PCB’s Dangerous Self-Goal

If ever there was a masterclass in self-sabotage, the Pakistan Cricket Board (PCB) has delivered it at the Asia Cup in Dubai. Not content with being humiliated on the field by India, they have now engineered a scandal off the field that could cost them not just money and reputation but possibly their entire future in world cricket. The trigger? A childish protest that India’s Suryakumar Yadav declined to exchange pleasantries with Pakistan’s captain after the toss and the match. Customary handshakes may be traditional, but they are not compulsory. The ICC Code of Conduct only invokes “conduct contrary to the spirit of cricket” under Article 2.8 when a player’s action is demonstrably offensive or abusive. A mere refusal to shake hands doesn’t come within sniffing distance of that threshold. Yet the PCB, egged on by Islamabad’s political bosses, turned this trivial non-event into an official complaint. That, however, was just the warm-up act. The real scandal is that Pakistan’s team management, during their heated exchange with ICC match referee Andy Pycroft, allegedly recorded the proceedings on a mobile phone—and the video has now gone viral. That reckless stunt is a direct violation of ICC rules. The Anti-Corruption Code expressly prohibits any “unauthorized recording or dissemination of match-related discussions,” and the Code of Conduct makes clear that comments or actions “detrimental to the interests of the game” are punishable offences. Add to that the ICC’s own Membership Agreement, which obliges every board to ensure its players and officials protect the integrity of the game, and you have a trifecta of breaches that no amount of Pakistani denial can wish away. The possible consequences are devastating. Under the ICC’s disciplinary framework, sanctions include heavy fines, forfeiture of match fees, deduction of points, or suspension of the individuals involved.

But it doesn’t stop there. The ICC’s membership criteria allow suspension or even expulsion of a national board that fails to uphold cricket’s integrity. Translated into real terms, that could mean a five- to ten-year ban on Pakistan from ICC events, including the upcoming ODI World Cup and T20 World Cup. For a board already bankrupt and dependent on ICC revenue shares, such a ban would be sporting euthanasia. Yet, instead of introspection, Pakistan does what it always does: wallow in denial and propaganda. Ministers spew venom. Former cricketers like Asif Iqbal and Shahid Afridi twist reality, bizarrely claiming India “lost both the battle and the match,” when the facts—on the border under Operation Sindoor and on the field with a seven-wicket defeat—say the exact opposite. Pakistan’s disease is not losing; it is refusing to accept it. The contrast could not be sharper. The BCCI resisted populist calls to boycott the Asia Cup match, knowing that such a move would have gifted Pakistan free points. Instead, India let the Men in Blue do the talking on the pitch. Suryakumar Yadav’s side crushed Pakistan in the group game, just as India’s armed forces humbled them militarily days earlier. While India shows discipline on both the battlefield and the cricket field, Pakistan resorts to petulance and rule-breaking. Now the ball is in the ICC’s court. If its rules are to mean anything, Pakistan cannot be allowed to wriggle out of this mess with a token fine. Secretly recording an ICC official and disseminating it online undermines the very heart of cricket’s credibility. Anything short of exemplary punishment will only embolden rogue boards. If cricket is to remain a gentleman’s game, Pakistan has no business at the table. And if the ICC has any backbone, it must act with the full force of its own rulebook. The world is not watching the handshake; it is watching whether the ICC itself dares to shake off Pakistan’s reckless blackmail.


Problem requirements
Word for word, output the data, with none of its pictures.

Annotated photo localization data

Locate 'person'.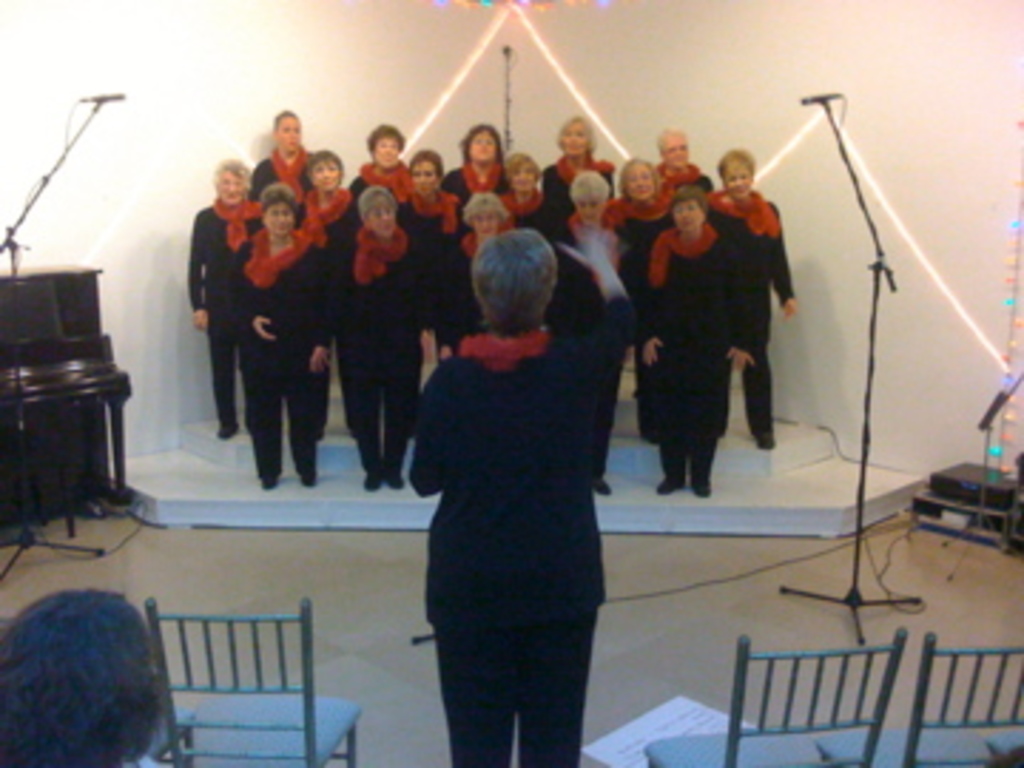
Bounding box: (x1=600, y1=159, x2=674, y2=438).
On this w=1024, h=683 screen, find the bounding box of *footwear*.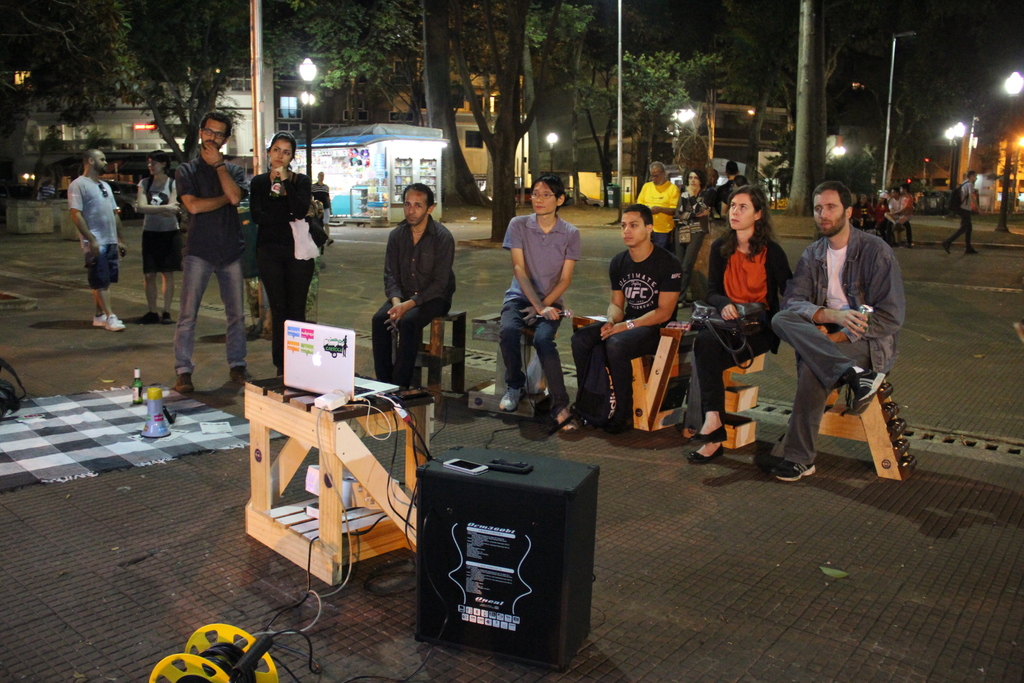
Bounding box: <box>506,378,520,410</box>.
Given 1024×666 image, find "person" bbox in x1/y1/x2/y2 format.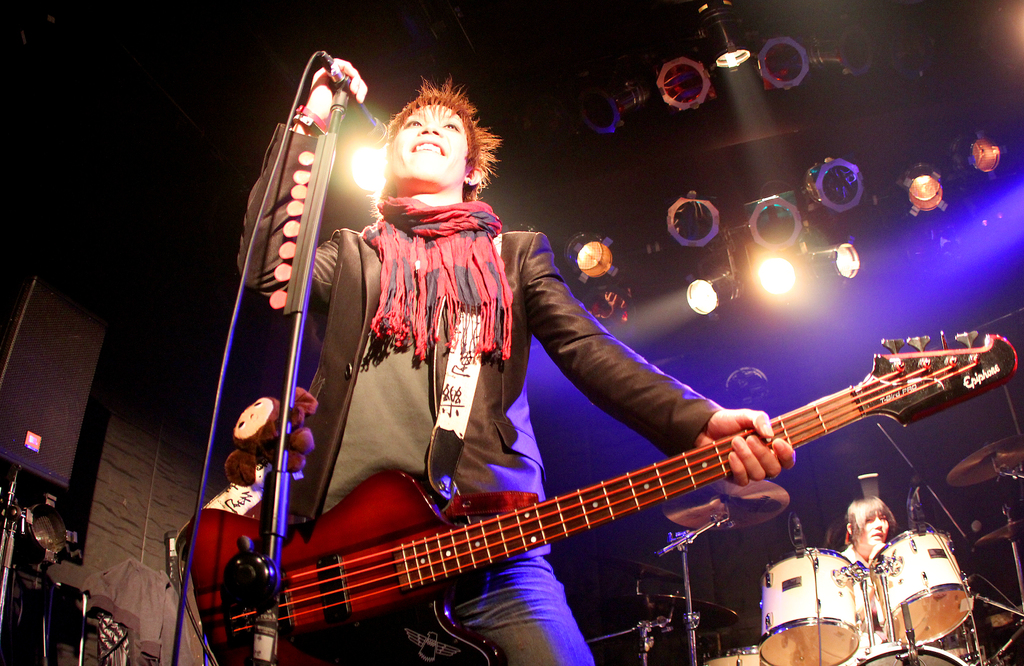
240/58/796/665.
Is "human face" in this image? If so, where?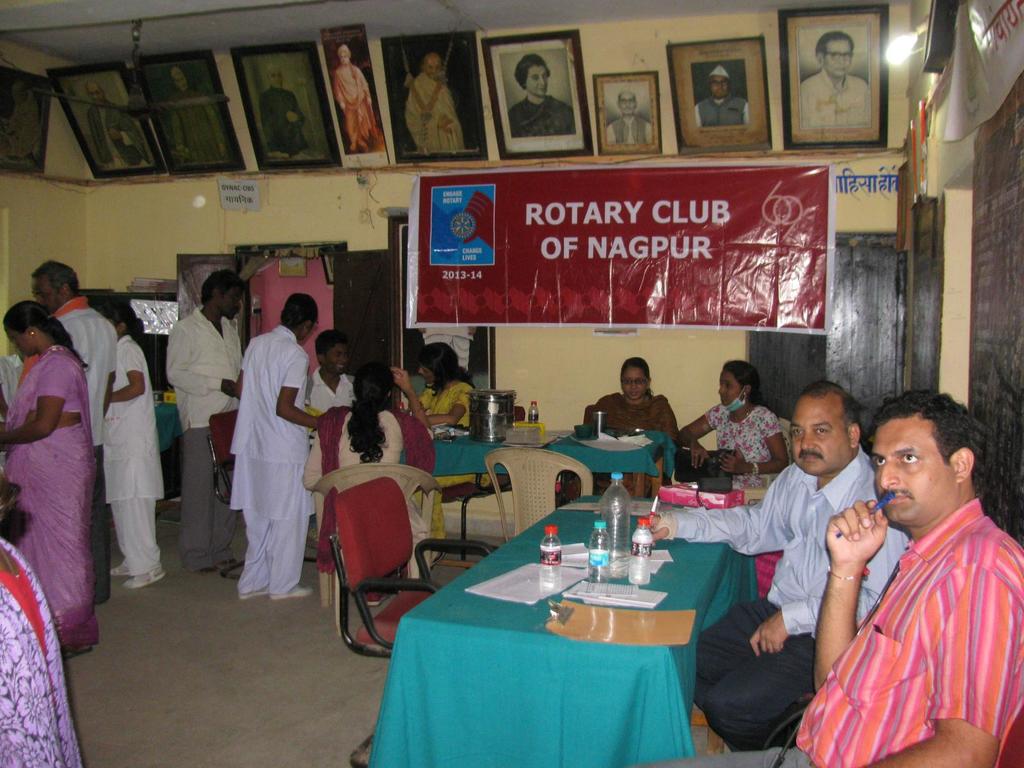
Yes, at select_region(218, 280, 246, 319).
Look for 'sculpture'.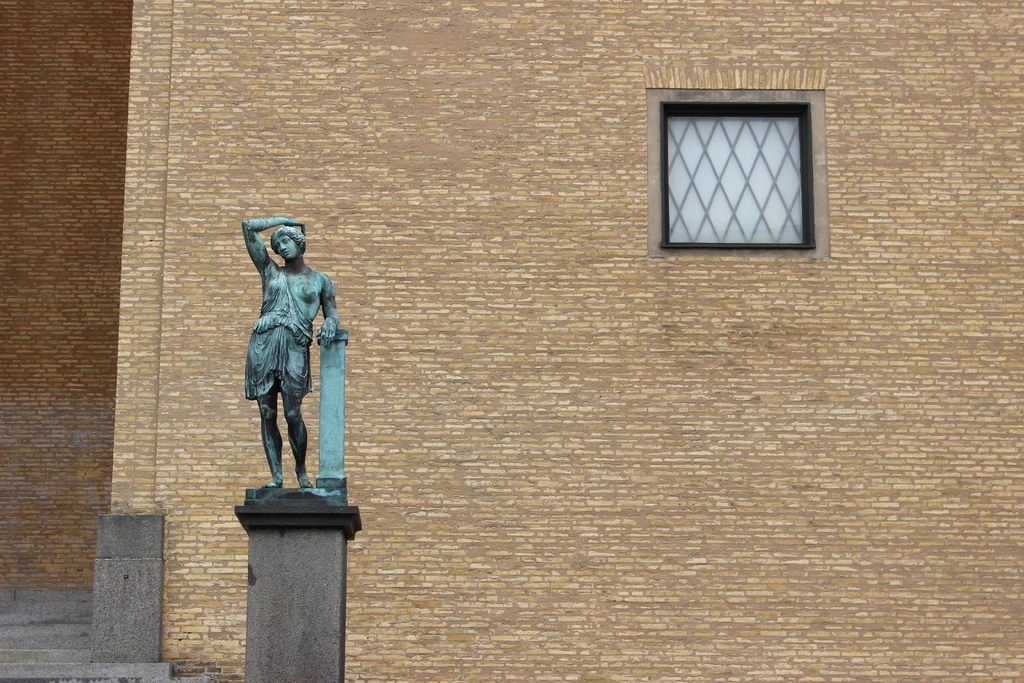
Found: locate(228, 208, 334, 515).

Solution below
Locate 'person'.
Bounding box: (x1=600, y1=159, x2=674, y2=438).
On this w=1024, h=683 screen, find the bounding box of *footwear*.
Bounding box: <box>506,378,520,410</box>.
Given 1024×666 image, find "person" bbox in x1/y1/x2/y2 format.
240/58/796/665.
Is "human face" in this image? If so, where?
Yes, at select_region(218, 280, 246, 319).
Look for 'sculpture'.
Found: locate(228, 208, 334, 515).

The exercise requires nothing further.